Preface
In the 1950s westerns were the most popular form of television drama. Saturday mornings were filled with black and white images of Roy Rogers, Gene Autry, The Lone Ranger, and The Cisco Kid. In the evening you had the more adult westerns like Have Gun, Will Travel, Rawhide, and Wanted Dead or Alive. Sprinkled amongst these shows were programs purporting to be about real historic characters, people like Wyatt Earp, Doc Holliday, Bat Masterson, Annie Oakley, and Wild Bill Hickok.
Although Gunsmoke's Marshal Matt Dillon wasn't real, the Long Branch Saloon was. Of course writer John Meston's Matt Dillon was much closer to a real cowboy lawman than what was represented by James Arness. William Conrad's radio version was somehow more real, more colorful, and more dramatic than the whitewashed television version even though the stories were similar. Perhaps it's just a malleable memory but somehow radio always felt more real, more vivid, and more present than television.
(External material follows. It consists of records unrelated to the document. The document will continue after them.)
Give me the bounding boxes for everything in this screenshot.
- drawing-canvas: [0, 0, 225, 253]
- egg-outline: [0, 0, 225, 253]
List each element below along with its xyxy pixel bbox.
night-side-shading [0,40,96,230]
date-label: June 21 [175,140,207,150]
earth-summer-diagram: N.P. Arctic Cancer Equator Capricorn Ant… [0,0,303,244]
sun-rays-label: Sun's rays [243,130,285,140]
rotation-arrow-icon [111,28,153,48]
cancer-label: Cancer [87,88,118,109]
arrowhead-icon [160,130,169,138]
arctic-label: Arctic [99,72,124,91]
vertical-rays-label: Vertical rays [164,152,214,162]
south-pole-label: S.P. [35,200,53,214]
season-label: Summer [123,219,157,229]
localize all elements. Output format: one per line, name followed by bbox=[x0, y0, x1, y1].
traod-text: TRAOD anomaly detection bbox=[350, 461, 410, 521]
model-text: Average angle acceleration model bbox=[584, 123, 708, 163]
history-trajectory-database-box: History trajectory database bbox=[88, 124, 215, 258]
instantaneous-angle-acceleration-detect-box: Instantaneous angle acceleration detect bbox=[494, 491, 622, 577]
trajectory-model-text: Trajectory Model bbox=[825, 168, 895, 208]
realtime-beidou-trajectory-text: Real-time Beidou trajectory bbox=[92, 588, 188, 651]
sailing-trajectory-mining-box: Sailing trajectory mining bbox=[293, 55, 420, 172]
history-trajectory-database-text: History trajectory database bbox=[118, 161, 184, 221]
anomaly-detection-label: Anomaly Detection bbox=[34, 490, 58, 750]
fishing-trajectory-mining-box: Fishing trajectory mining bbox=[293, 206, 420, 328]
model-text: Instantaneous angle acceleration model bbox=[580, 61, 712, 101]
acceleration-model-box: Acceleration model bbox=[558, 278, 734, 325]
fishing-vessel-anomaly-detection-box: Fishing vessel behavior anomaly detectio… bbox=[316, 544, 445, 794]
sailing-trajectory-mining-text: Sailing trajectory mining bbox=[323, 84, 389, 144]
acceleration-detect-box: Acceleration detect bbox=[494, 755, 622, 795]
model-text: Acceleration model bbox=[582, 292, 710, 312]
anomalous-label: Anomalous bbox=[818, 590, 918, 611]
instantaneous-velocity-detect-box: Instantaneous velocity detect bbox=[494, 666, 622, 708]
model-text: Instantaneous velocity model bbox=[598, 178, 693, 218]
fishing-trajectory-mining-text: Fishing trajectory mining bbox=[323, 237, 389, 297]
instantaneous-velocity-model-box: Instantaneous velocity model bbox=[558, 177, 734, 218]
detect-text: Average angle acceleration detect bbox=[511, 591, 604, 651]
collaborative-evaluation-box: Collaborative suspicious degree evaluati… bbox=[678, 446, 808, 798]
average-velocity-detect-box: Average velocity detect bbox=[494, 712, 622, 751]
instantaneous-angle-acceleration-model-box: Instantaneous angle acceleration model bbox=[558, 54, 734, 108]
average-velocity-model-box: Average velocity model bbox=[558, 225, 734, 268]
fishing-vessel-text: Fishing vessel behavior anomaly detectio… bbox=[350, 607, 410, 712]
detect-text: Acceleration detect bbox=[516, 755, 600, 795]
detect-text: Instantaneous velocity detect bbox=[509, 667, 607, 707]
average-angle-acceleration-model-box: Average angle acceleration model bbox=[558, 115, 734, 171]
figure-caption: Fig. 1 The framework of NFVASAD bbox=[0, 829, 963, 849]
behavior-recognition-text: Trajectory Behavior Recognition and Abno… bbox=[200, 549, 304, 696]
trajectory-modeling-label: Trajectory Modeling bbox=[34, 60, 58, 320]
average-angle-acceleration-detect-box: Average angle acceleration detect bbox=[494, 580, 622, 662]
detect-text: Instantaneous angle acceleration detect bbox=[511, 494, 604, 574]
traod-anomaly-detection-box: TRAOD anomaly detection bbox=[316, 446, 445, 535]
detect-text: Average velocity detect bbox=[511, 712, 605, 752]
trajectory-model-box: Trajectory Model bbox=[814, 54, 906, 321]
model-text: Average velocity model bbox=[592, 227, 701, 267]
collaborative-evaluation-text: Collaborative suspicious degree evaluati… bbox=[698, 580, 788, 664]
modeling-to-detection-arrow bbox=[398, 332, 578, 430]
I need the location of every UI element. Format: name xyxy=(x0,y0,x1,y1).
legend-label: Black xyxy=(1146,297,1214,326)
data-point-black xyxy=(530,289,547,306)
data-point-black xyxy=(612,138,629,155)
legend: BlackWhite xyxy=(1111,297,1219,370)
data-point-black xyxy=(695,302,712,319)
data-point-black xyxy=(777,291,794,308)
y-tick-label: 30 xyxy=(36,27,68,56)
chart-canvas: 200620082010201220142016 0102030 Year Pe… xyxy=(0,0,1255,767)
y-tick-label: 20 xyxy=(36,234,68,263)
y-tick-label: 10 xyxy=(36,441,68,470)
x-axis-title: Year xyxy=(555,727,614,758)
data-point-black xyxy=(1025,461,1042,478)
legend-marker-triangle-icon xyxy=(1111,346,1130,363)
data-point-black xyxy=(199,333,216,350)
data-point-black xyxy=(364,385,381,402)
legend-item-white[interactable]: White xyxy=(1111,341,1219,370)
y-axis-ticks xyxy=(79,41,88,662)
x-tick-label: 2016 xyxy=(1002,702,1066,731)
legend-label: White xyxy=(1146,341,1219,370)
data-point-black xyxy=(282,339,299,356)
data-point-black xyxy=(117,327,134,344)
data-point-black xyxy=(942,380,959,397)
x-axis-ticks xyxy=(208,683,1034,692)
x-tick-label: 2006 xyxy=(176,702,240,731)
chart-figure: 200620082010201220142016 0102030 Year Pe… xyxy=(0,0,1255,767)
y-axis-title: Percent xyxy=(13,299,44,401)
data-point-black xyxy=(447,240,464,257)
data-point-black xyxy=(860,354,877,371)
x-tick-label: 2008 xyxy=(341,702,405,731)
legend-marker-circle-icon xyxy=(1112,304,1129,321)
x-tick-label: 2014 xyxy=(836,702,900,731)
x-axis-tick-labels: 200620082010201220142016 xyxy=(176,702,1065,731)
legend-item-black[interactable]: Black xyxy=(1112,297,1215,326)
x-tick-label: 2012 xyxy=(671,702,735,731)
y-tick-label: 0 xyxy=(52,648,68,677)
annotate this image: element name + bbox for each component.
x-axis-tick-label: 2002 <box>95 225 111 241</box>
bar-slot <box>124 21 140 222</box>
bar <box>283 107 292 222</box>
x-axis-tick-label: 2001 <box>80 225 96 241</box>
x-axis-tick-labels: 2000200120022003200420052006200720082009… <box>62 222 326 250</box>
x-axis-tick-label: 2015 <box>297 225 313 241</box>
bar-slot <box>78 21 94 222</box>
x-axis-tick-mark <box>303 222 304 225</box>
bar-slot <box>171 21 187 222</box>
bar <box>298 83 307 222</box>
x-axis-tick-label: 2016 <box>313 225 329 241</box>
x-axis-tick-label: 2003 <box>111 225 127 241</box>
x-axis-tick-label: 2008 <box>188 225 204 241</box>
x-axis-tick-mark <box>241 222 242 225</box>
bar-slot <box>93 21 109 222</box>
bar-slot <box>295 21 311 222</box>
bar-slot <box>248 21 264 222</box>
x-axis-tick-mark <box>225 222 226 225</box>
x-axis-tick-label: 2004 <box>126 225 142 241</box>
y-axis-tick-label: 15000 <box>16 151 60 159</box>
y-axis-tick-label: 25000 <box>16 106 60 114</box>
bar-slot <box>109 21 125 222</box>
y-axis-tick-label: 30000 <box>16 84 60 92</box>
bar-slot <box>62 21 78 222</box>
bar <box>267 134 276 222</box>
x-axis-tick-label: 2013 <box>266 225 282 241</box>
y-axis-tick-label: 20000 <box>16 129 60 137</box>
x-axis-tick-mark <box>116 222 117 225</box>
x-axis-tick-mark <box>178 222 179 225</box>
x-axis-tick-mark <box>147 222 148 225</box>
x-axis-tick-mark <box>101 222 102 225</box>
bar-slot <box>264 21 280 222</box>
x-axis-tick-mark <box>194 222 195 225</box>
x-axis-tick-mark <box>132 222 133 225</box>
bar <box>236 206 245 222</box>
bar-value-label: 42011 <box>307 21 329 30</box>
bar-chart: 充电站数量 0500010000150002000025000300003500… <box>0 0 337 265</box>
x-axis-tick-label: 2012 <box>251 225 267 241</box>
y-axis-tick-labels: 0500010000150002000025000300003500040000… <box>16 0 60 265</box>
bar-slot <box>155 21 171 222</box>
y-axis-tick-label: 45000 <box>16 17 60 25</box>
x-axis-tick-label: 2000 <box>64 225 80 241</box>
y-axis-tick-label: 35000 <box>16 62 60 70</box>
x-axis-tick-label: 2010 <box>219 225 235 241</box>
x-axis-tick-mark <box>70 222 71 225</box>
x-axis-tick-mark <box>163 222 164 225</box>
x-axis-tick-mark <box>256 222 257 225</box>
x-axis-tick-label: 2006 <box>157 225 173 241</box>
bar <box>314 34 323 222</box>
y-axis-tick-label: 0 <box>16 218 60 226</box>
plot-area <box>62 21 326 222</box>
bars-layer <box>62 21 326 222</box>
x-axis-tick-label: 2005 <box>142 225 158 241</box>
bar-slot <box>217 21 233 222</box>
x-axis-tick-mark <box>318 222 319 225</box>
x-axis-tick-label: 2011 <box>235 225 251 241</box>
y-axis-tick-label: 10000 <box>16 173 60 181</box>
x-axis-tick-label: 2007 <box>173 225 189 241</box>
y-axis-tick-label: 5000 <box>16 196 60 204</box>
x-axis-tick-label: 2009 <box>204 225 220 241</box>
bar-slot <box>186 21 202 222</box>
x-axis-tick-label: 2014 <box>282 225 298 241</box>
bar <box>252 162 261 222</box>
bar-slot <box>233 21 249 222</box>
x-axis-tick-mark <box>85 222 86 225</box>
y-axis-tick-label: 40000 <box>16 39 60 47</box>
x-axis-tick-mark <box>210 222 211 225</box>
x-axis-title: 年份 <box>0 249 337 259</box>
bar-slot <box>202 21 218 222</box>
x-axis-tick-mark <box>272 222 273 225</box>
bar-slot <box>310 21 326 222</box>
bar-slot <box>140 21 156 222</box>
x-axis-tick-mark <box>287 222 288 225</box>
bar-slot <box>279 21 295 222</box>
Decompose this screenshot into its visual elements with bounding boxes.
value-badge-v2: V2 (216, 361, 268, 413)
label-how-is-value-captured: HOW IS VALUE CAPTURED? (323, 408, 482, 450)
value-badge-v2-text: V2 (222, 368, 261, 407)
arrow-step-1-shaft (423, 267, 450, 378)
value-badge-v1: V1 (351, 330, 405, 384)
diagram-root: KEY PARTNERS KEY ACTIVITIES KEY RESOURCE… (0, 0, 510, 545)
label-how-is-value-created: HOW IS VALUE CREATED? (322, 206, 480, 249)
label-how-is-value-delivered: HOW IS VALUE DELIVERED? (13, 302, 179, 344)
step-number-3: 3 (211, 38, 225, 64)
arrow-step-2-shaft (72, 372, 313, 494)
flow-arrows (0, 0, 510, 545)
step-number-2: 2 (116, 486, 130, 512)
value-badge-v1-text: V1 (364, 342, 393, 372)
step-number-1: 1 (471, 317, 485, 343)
Television turned everything into pabulum; even fascinating gritty historical characters were turned into cardboard-cutouts designed for the front of cereal boxes featuring the soft mushy historical mess that lay inside. The difference between cowboys, lawmen, and outlaws was merely a cheap metal badge: most often these designations were interchangeable with men easily moving from marshal to villain and back with the deal of a card.
When we think of the Old West, it seems like ancient history, but historically it was yesterday. Many of the characters of the post Civil War Old West lived well into the twentieth century: Bat Masterson died in 1921 and Wyatt Earp didn't pass-on until 1929. Josie Bassett, one of the Wild Bunch girls managed to hang-on until 1963 and she only died then because she got kicked in the head by a horse. History doesn't end with an era, remnants, artifacts, and people overlap. History doesn't stop because technology and style moves on. The future is more likely to look like the movie Brazil with its jury-rigged conglomeration of antique flotsam and modern-day technological jetsam, than the bright shiny newness of Star Trek. Turning history into fantasy is dangerous; it leads to mistaken notions and bad decisions. Maybe it's time to grow up and see the heroes of the Old West, as they really were, cowboys, lawmen, and outlaws.
The stories that follow are both real and legend. Like much of history, the accounts are blurred, and the memories muddled. Many of the reports have been distorted over time by the telling and retelling as well as the hyperbole of the nineteenth century press and dime novel authors that covered the events.
What is true, at least to this outsider, is that the Old West shaped the American psyche and not necessarily in a good way. Like the Marlboro man, the myth of the Old West left a cancerous residue that remains to this day. It's a shame these heroes and villains can't just be remembered for who and what they were, cowboys, lawmen, and outlaws.